Ha! On Wednesday, Christopher Knight of the Los Angeles Times invoked some classic works of fiction to add color to his coverage of the ongoing investigation of the J. Paul Getty Trust:

Like something out of a Jane Austen novel, California's attorney general on Monday named a chaperon to accompany the J. Paul Getty Trust for two fiscal years. The Getty, headstrong and wayward, apparently requires some adult supervision.
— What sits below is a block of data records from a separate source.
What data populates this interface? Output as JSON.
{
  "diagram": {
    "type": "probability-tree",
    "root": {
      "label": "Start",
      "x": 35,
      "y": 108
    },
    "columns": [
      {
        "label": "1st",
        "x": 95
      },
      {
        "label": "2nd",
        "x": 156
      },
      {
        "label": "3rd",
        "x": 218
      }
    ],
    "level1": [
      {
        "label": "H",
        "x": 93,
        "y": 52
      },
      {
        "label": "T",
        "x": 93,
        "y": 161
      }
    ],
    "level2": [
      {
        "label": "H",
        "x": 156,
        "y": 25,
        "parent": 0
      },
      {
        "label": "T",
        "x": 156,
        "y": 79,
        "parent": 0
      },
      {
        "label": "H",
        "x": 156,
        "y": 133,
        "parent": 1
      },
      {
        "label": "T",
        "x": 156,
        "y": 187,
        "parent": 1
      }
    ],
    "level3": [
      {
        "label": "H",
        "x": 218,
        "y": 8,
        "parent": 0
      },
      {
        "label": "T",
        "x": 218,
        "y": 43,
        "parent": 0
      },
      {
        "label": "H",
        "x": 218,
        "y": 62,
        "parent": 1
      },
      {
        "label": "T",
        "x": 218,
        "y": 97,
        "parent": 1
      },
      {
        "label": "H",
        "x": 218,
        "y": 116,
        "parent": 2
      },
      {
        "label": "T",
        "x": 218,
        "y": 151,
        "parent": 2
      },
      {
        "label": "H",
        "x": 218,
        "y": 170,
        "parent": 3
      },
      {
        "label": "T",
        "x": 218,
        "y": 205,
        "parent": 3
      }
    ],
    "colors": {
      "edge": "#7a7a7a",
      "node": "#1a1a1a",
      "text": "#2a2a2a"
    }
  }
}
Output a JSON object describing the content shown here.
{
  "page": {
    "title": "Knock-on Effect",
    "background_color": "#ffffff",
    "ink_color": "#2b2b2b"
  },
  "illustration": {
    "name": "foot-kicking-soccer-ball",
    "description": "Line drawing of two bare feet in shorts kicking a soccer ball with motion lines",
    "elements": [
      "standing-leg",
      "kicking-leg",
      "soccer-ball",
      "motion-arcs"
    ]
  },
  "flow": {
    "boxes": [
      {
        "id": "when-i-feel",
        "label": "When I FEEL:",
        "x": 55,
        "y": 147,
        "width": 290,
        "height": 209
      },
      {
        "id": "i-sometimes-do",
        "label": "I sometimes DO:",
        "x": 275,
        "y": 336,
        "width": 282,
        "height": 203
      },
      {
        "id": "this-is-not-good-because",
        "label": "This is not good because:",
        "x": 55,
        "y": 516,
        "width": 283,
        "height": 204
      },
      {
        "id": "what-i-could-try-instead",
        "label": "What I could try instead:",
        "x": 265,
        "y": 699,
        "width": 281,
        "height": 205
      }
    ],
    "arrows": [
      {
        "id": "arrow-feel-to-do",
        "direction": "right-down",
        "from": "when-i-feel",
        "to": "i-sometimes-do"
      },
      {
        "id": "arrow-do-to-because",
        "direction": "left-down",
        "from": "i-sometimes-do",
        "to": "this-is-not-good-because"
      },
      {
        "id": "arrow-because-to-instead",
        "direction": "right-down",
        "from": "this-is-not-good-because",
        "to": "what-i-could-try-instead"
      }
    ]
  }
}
On Thursday, a Houston Chronicle story on the Christian rock band BarlowGirl invoked Austen, but perhaps with more justification:

Although their romantic hopes sound a bit like the plot of a Jane Austen novel, their hard-rocking music and contemplative ballads are in step with the contemporary world.

Now, here's a thinker whose name you don't see dropped too often in newspapers and magazines. In a dispatch from the Copley News Service published today, Lynn O'Shaughnessy got off this bizarre zinger:

The hedge fund kings of Greenwich, Conn., and other tony ZIP codes, however, are no more likely to turn a lead pipe into a gold bar than they were when Thomas Aquinas was preoccupied with his theological writings.

Hedge fund kings and Aquinas?! Wow. Hats off to O'Shaughnessy!